Dynamic array or not
Era Scarecrow
rtcvb32 at yahoo.com
Mon Jan 17 05:10:02 UTC 2022
On Sunday, 16 January 2022 at 15:32:41 UTC, Salih Dincer wrote:
> If count is not equal to 8 I get weird results! The reason of
> course, is the free():
> // [93947717336544, 1, 2, 3, 4, 5, 6]
I wonder if you're seeing something you're not suppose to as part
of the internals; Typically malloc for 16bit allocation to my
understanding worked a little different, where you had 2 bytes
BEFORE the memory block which specified a size, and if it was
negative then it was a size of free memory (*This allowed a 64k
block to have multiple allocations and de-allocations*). So you
might have: **64, [64 bytes of data], -1024, [1024 unallocated
memory],32,[32 bytes of allocated data, etc]**. in the above if
you deallocated the 64 byte block, it would just become -1090
(*merging the next free block, 1024+64+2*). This would also
explain why double freeing would break since it would be
referring to free size and throw a fit, or it was no longer a
length malloc/free could use.
Also malloc if it returns anything guarantees at least that size,
you might ask for 7 bytes but get 16 and the others is just
ignored.
Is this how the 32/64bit malloc/free work? Not sure, it wouldn't
be unreal for Java and others to pre-allocate say a megabyte and
then quickly give/manage a smaller block and extending or getting
another block later.
Though I'm sure others here have given better/more exact on
internals or how allocation works in D.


[PROBLEM STATEMENT]:
Looking at the records below, count how many lines contain the string "Correct". Give that number alone.

Dataset rows describing interfaces:
==*==
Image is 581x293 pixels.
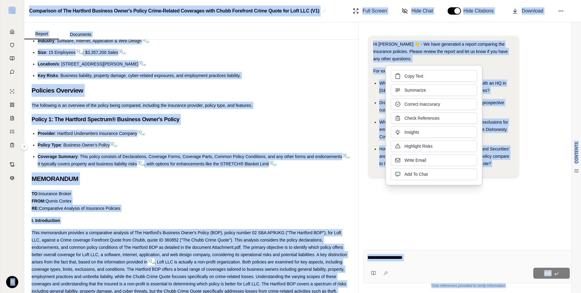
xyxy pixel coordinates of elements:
[58,73,241,78] span: : Business liability, property damage, cyber-related exposures, and employment practices liability.
[32,172,351,185] h2: MEMORANDUM
[405,73,424,79] span: Copy Text
[32,191,39,196] strong: TO:
[391,154,477,166] button: Write Email
[363,7,387,15] span: Full Screen
[373,68,442,73] span: For example, you might want to ask:
[32,230,347,264] span: This memorandum provides a comparative analysis of The Hartford's Business Owner's Policy (BOP), ...
[405,87,426,93] span: Summarize
[46,198,72,203] span: Qumis Cortex
[379,146,510,166] span: How do the aggregate limits and sub-limits for 'Money and Securities' and 'Fraudulent Transfer' c...
[144,161,269,166] span: , with options for enhancements like the STRETCH® Blanket Limit
[4,171,20,184] a: Legal Search Engine
[391,168,477,180] button: Add To Chat
[59,29,102,39] button: Documents
[21,143,28,150] button: Expand sidebar
[32,198,46,203] strong: FROM:
[4,85,20,97] a: Single Policy
[534,267,570,278] button: Ask
[4,125,20,137] a: Custom Report
[55,131,137,136] span: : Hartford Underwriters Insurance Company
[24,29,59,39] button: Report
[391,70,477,82] button: Copy Text
[32,114,351,125] h3: Policy 1: The Hartford Spectrum® Business Owner's Policy
[379,100,504,112] span: Draft your recommendation into a concise email to the prospective customer
[78,154,342,159] span: : This policy consists of Declarations, Coverage Forms, Coverage Parts, Common Policy Conditions,...
[351,5,390,17] button: Full Screen
[29,5,320,16] h2: Comparison of The Hartford Business Owner's Policy Crime-Related Coverages with Chubb Forefront C...
[391,84,477,96] button: Summarize
[32,84,351,97] h2: Policies Overview
[38,50,46,55] span: Size
[38,161,137,166] span: It typically covers property and business liability risks
[464,7,498,15] span: Hide Citations
[32,218,60,223] strong: I. Introduction
[405,101,440,107] span: Correct Inaccuracy
[4,158,20,170] a: Contract Analysis
[46,50,76,55] span: : 15 Employees
[4,139,20,151] a: Coverage Table
[545,270,552,275] span: Ask
[574,142,579,163] span: CONTENTS
[405,171,428,177] span: Add To Chat
[61,142,110,147] span: : Business Owner's Policy
[391,140,477,152] button: Highlight Risks
[405,129,419,135] span: Insights
[4,112,20,124] a: Claim Coverage
[38,154,78,159] span: Coverage Summary
[364,283,574,288] div: *Use references provided to verify information.
[4,52,20,64] a: Prompt Library
[32,103,252,108] span: The following is an overview of the policy being compared, including the insurance provider, poli...
[4,66,20,78] a: Chat
[59,61,138,66] span: : [STREET_ADDRESS][PERSON_NAME]
[379,81,506,93] span: Which form is better for a private chemicals company with an HQ in [GEOGRAPHIC_DATA] and 5000 emp...
[373,42,508,61] span: Hi [PERSON_NAME] 👋 - We have generated a report comparing the insurance policies. Please review t...
[391,98,477,110] button: Correct Inaccuracy
[54,38,142,43] span: : Software, Internet, Application & Web Design
[391,126,477,138] button: Insights
[38,38,54,43] span: Industry
[510,5,546,17] button: Download
[38,131,55,136] span: Provider
[4,39,20,51] a: Documents Vault
[83,50,119,55] span: ; $3,357,200 Sales
[400,5,436,17] button: Hide Chat
[391,112,477,124] button: Check References
[38,73,58,78] span: Key Risks
[38,142,61,147] span: Policy Type
[39,206,120,210] span: Comparative Analysis of Insurance Policies
[6,275,18,288] div: R
[412,7,433,15] span: Hide Chat
[38,61,59,66] span: Location/s
[405,143,433,149] span: Highlight Risks
[39,191,71,196] span: Insurance Broker
[4,99,20,111] a: Policy Comparisons
[32,206,39,210] strong: RE:
[9,7,16,14] img: Expand sidebar
[379,119,508,139] span: What are the precise differences in covered perils and exclusions for employee dishonesty between...
[405,115,440,121] span: Check References
[522,7,544,15] span: Download
[6,4,18,16] button: Expand sidebar
[4,26,20,38] a: Home
[405,157,426,163] span: Write Email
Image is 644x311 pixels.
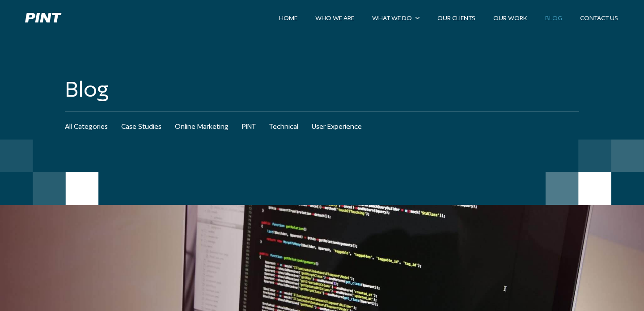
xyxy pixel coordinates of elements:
a: Contact Us [571,10,627,25]
a: What We Do [363,10,428,25]
a: Home [270,10,306,25]
a: Our Clients [428,10,484,25]
a: Blog [65,76,579,103]
a: PINT [242,112,256,141]
a: Our Work [484,10,536,25]
a: All Categories [65,112,108,141]
a: User Experience [312,112,362,141]
nav: Site Navigation [270,10,627,25]
a: Online Marketing [174,112,228,141]
a: Who We Are [306,10,363,25]
a: Technical [269,112,298,141]
nav: Blog Tag Navigation [65,112,579,141]
a: Case Studies [121,112,161,141]
a: Blog [536,10,571,25]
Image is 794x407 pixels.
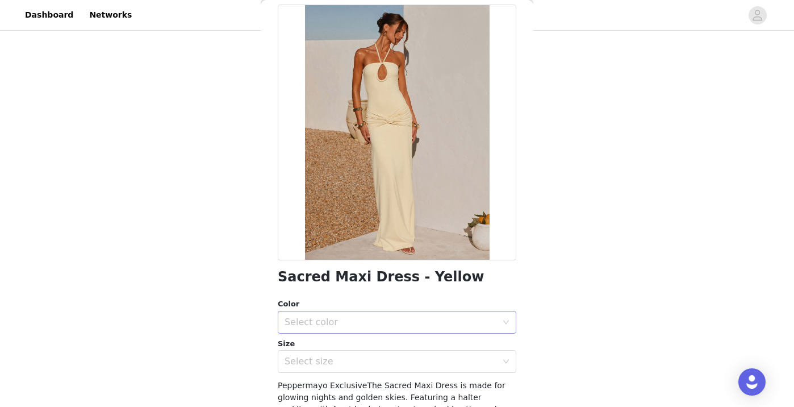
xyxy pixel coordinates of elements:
a: Dashboard [18,2,80,28]
div: Select size [284,355,497,367]
div: avatar [752,6,763,24]
div: Color [278,298,516,309]
div: Size [278,338,516,349]
div: Select color [284,316,497,328]
div: Open Intercom Messenger [738,368,765,395]
h1: Sacred Maxi Dress - Yellow [278,269,484,284]
i: icon: down [502,319,509,326]
i: icon: down [502,358,509,366]
a: Networks [82,2,139,28]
==*==
[OUTPUT]:
2